Saturday, May 29, 2010

Breaking the Laws

This seems utterly needless and more than a little sad:

I've been involved in a relationship with James Lundie since around 2001 - about two years after first moving in with him. Our relationship has been unknown to both family and friends throughout that time.

Whatever social pressures David Laws may have believed himself to be under, this episode does rather mark him out as an idiot. If you truly feel that you need to keep a nine-year relationship “secret from everyone I know for every day of my life”, then you don’t claim public money to pay to your partner. And you don’t stroll through a national expenses scandal bragging about how little you claim compared with your colleagues.

He’s hardly a master criminal – it’s not as if he needed the money – but he has shown the sort of self-serving selective blindness to his own conduct that has undone plenty of other MPs over the last year. Really, a moment’s sensible thought would have told him that the kind of legalistic contortions needed to argue that they weren’t ‘partners’ in the rulebook’s sense just wouldn’t wash.

And he now faces trial by media over the next few days. Thankfully for him and for all of us, the press are more enlightened - or at least more restrained - about sexuality than they were, say, 15 years ago. Most of us will sympathise with his fear of homophobia, even if it was OTT. But nonetheless, he shouldn’t have done it. And it beggars belief that he didn’t, deep down, know that. So if he is forced to step down, I really hope it’s just for the dodgy accounting and not for anyone’s rotten, archaic notion of ‘gay shame’.

3 comments:

tim f said...

Surely not claiming would've threatened to expose the relationship - given that everyone would've expected him to claim under "normal" circumstances.

Can't believe I'm defending a millionaire who is attacking the public sector and the poorest, but in this one matter I think we should be supporting him.

Anonymous said...

Surely not claiming would've threatened to expose the relationship - given that everyone would've expected him to claim under "normal" circumstances.

Maybe before the open era, now anybody can pore over the details of expenses. But until that point it would only come out through a leak, and we now know that leaks should have led to much worse being revealed, which didn't happen. I can't see it as a rational and justifiable fear to think he could be outed by that even if I see the general fear of being outed as somewhat justifiable.

Anonymous said...

Support him for being a gay man afraid that his colleagues would not take kindly to him.

But no support for the expenses claims. Sorry, but no.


• _REQUIREMENT_:
How many lines in the listing include the string "each"? Reply with the number alone.

• _DATA EXTRACT_:

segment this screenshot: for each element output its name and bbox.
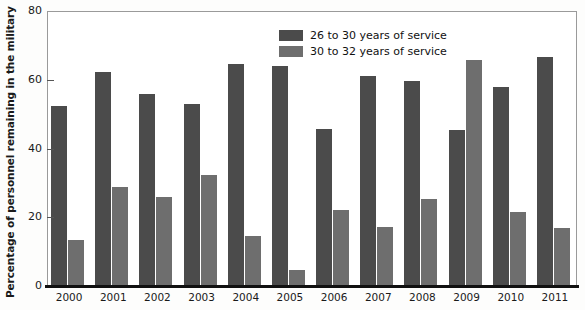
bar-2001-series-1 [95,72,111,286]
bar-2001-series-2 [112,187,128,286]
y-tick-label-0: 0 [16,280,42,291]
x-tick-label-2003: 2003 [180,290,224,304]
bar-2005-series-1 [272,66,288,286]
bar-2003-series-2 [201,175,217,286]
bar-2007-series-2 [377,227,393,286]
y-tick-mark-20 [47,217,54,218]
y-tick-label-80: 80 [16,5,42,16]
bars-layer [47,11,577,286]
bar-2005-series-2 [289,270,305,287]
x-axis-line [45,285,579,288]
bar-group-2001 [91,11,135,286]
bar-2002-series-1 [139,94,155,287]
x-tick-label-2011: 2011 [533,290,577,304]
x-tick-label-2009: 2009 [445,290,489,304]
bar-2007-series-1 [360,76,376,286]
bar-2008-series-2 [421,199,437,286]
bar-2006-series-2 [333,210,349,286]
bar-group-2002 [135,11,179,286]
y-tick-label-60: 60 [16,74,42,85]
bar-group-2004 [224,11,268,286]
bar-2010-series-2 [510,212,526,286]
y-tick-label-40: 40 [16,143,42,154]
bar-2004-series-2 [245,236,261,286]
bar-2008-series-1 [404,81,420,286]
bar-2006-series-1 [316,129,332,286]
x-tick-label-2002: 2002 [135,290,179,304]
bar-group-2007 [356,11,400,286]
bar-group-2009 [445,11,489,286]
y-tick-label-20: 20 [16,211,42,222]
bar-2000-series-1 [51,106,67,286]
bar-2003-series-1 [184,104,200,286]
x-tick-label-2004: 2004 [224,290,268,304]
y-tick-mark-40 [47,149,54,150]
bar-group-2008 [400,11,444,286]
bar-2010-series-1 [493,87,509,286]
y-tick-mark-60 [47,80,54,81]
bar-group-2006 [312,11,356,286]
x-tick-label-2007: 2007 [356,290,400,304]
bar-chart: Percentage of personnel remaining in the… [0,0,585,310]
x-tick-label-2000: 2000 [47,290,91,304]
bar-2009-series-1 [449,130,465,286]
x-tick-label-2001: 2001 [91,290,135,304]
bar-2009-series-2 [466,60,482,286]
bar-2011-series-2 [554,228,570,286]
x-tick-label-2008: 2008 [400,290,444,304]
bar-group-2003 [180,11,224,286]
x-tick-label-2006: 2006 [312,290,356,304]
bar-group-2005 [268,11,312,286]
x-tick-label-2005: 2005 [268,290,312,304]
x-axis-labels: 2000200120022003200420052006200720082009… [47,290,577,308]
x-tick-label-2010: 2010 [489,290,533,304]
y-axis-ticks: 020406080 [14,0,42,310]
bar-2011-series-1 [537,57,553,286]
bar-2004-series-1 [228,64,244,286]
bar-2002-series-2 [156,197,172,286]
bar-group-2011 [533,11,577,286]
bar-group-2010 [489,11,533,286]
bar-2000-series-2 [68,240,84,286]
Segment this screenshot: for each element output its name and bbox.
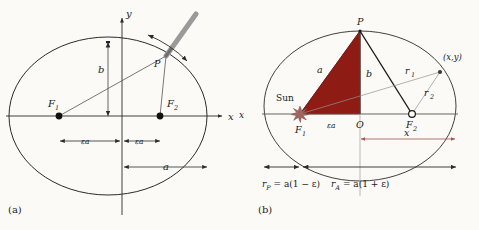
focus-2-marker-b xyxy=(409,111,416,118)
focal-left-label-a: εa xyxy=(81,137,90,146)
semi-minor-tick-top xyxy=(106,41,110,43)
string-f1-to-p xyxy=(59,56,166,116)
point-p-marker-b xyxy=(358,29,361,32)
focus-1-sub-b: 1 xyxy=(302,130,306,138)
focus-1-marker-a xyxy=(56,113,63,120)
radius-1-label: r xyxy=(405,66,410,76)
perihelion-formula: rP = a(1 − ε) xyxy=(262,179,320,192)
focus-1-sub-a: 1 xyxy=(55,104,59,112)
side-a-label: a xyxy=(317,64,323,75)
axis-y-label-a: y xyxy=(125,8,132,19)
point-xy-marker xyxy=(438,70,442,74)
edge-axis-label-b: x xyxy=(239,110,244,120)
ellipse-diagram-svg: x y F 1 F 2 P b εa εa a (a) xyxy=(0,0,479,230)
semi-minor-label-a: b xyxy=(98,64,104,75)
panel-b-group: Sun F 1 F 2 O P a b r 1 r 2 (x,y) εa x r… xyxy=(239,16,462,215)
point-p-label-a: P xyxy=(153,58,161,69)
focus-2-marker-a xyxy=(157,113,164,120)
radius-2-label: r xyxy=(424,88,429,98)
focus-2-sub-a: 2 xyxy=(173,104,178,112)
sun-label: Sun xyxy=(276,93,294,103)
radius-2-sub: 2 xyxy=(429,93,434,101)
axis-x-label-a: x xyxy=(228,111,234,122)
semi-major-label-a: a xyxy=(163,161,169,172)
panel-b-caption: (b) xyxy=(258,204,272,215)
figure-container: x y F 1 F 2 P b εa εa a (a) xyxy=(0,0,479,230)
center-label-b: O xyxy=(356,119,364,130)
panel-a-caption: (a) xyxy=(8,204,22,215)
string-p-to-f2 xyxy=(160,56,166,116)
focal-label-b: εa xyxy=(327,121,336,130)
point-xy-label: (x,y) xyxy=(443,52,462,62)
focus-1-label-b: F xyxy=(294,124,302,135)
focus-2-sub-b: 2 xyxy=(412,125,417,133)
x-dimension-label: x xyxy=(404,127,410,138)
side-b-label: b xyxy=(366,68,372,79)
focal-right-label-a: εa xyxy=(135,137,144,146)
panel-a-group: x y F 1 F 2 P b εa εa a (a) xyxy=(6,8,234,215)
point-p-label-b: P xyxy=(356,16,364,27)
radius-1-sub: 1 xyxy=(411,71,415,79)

• _SOLUTION_:
2